> **WHAT YOU WILL DO**: Copy the data exactly. Leave nothing out.

★ ★ ★ ★

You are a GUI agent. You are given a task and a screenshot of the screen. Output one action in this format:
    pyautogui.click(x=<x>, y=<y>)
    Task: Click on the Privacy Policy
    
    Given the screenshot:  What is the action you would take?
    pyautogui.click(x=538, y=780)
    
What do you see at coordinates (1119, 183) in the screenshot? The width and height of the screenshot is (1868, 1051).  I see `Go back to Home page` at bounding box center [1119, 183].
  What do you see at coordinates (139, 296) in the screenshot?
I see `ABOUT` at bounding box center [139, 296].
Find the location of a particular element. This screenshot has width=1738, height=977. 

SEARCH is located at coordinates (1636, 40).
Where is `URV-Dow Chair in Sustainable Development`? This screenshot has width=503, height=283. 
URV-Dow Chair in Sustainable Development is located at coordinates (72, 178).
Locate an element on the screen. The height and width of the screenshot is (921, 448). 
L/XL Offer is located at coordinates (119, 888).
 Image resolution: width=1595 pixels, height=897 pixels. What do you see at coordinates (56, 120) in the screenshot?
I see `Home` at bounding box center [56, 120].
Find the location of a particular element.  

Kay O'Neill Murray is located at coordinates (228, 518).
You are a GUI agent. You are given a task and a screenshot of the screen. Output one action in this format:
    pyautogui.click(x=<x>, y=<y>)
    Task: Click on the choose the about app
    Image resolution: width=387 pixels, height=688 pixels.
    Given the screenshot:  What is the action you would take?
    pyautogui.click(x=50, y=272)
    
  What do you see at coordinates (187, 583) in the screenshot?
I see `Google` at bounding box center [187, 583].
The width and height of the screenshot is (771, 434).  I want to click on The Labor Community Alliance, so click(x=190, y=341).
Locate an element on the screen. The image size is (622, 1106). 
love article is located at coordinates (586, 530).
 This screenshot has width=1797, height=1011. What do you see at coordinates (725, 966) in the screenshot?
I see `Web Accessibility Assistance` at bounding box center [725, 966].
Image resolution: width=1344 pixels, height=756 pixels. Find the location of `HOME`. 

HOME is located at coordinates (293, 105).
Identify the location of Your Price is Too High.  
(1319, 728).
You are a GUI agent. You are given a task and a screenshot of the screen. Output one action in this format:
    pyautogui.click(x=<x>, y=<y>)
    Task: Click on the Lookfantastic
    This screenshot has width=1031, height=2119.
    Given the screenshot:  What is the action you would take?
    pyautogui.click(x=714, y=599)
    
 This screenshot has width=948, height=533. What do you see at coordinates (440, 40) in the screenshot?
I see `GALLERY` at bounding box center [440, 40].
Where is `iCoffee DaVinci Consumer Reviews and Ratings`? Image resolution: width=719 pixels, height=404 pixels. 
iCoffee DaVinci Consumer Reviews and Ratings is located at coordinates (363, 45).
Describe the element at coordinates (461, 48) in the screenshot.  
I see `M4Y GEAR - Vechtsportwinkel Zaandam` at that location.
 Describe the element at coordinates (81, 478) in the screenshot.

★ ★ ★ ★

> **REPLY TO THE EXERCISE**:
You are a GUI agent. You are given a task and a screenshot of the screen. Output one action in this format:
    pyautogui.click(x=<x>, y=<y>)
    Task: Click on the Privacy Policy
    
    Given the screenshot:  What is the action you would take?
    pyautogui.click(x=538, y=780)
    
What do you see at coordinates (1119, 183) in the screenshot? The width and height of the screenshot is (1868, 1051).  I see `Go back to Home page` at bounding box center [1119, 183].
  What do you see at coordinates (139, 296) in the screenshot?
I see `ABOUT` at bounding box center [139, 296].
Find the location of a particular element. This screenshot has width=1738, height=977. 

SEARCH is located at coordinates (1636, 40).
Where is `URV-Dow Chair in Sustainable Development`? This screenshot has width=503, height=283. 
URV-Dow Chair in Sustainable Development is located at coordinates (72, 178).
Locate an element on the screen. The height and width of the screenshot is (921, 448). 
L/XL Offer is located at coordinates (119, 888).
 Image resolution: width=1595 pixels, height=897 pixels. What do you see at coordinates (56, 120) in the screenshot?
I see `Home` at bounding box center [56, 120].
Find the location of a particular element.  

Kay O'Neill Murray is located at coordinates (228, 518).
You are a GUI agent. You are given a task and a screenshot of the screen. Output one action in this format:
    pyautogui.click(x=<x>, y=<y>)
    Task: Click on the choose the about app
    Image resolution: width=387 pixels, height=688 pixels.
    Given the screenshot:  What is the action you would take?
    pyautogui.click(x=50, y=272)
    
  What do you see at coordinates (187, 583) in the screenshot?
I see `Google` at bounding box center [187, 583].
The width and height of the screenshot is (771, 434).  I want to click on The Labor Community Alliance, so click(x=190, y=341).
Locate an element on the screen. The image size is (622, 1106). 
love article is located at coordinates (586, 530).
 This screenshot has width=1797, height=1011. What do you see at coordinates (725, 966) in the screenshot?
I see `Web Accessibility Assistance` at bounding box center [725, 966].
Image resolution: width=1344 pixels, height=756 pixels. Find the location of `HOME`. 

HOME is located at coordinates (293, 105).
Identify the location of Your Price is Too High.  
(1319, 728).
You are a GUI agent. You are given a task and a screenshot of the screen. Output one action in this format:
    pyautogui.click(x=<x>, y=<y>)
    Task: Click on the Lookfantastic
    This screenshot has width=1031, height=2119.
    Given the screenshot:  What is the action you would take?
    pyautogui.click(x=714, y=599)
    
 This screenshot has width=948, height=533. What do you see at coordinates (440, 40) in the screenshot?
I see `GALLERY` at bounding box center [440, 40].
Where is `iCoffee DaVinci Consumer Reviews and Ratings`? Image resolution: width=719 pixels, height=404 pixels. 
iCoffee DaVinci Consumer Reviews and Ratings is located at coordinates (363, 45).
Describe the element at coordinates (461, 48) in the screenshot.  
I see `M4Y GEAR - Vechtsportwinkel Zaandam` at that location.
 Describe the element at coordinates (81, 478) in the screenshot.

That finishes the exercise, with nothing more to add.